Your output should be the lines of the data that follow, reproduced exactly from the first through the line bearing "This screenshot has width=644, height=362.".
[[ Provided entries, beginning ]]
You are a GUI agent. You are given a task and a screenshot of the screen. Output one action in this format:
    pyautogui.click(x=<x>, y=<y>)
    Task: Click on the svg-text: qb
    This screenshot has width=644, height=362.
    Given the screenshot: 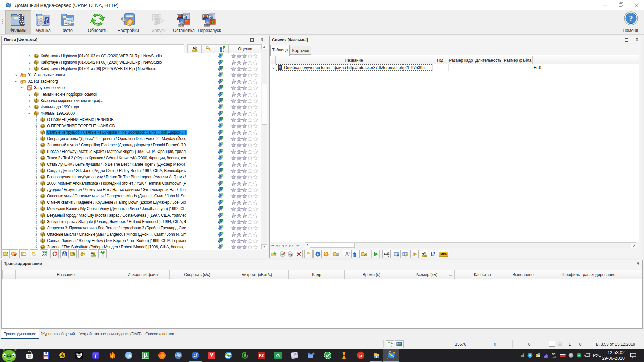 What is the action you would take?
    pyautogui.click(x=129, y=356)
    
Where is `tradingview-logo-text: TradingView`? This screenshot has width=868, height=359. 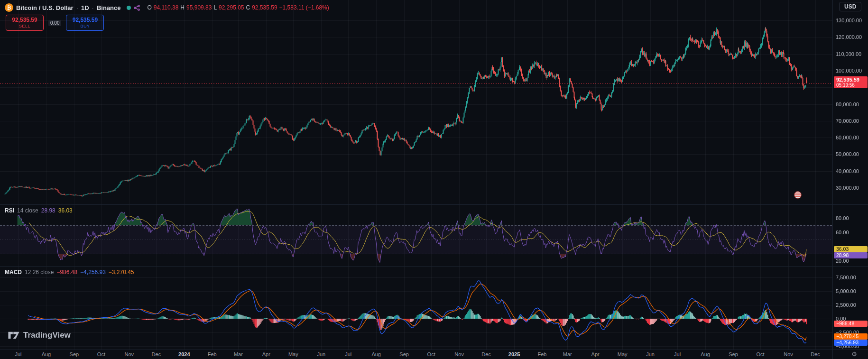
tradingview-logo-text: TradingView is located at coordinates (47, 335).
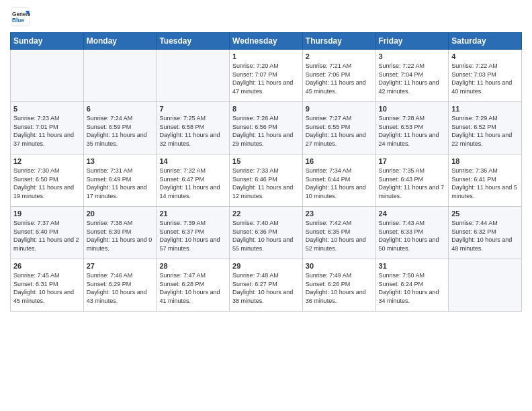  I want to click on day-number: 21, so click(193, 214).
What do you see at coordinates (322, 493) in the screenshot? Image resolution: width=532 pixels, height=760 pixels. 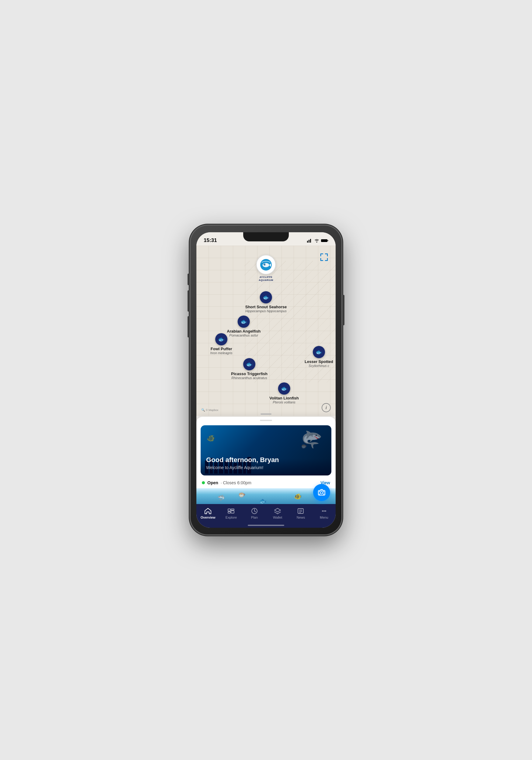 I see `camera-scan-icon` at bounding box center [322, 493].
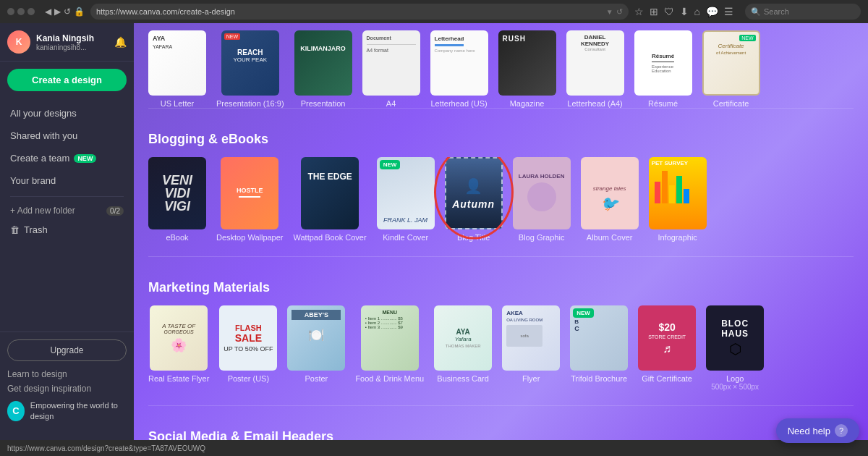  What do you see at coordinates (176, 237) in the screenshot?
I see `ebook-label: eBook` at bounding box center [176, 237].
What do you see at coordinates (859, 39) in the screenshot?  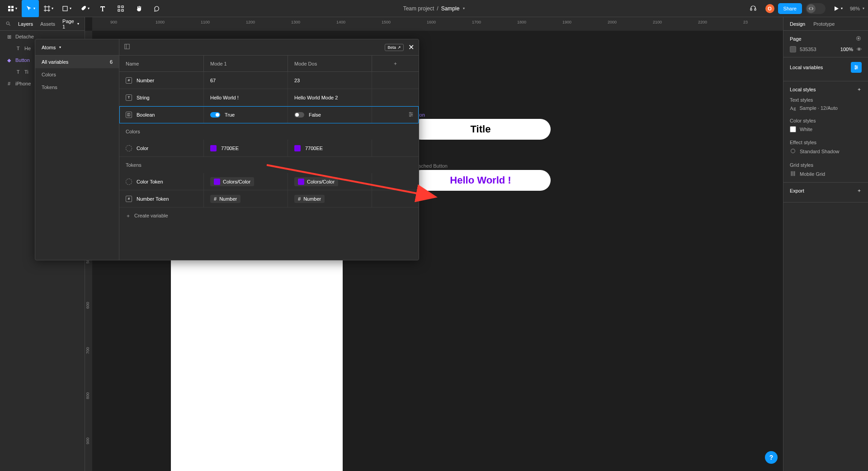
[[ Provided entries, end ]]
--- Solved exercise ---
You are a GUI agent. You are given a task and a screenshot of the screen. Output one action in this format:
    pyautogui.click(x=<x>, y=<y>)
    Task: Click on the svg-text: qb
    This screenshot has width=644, height=362.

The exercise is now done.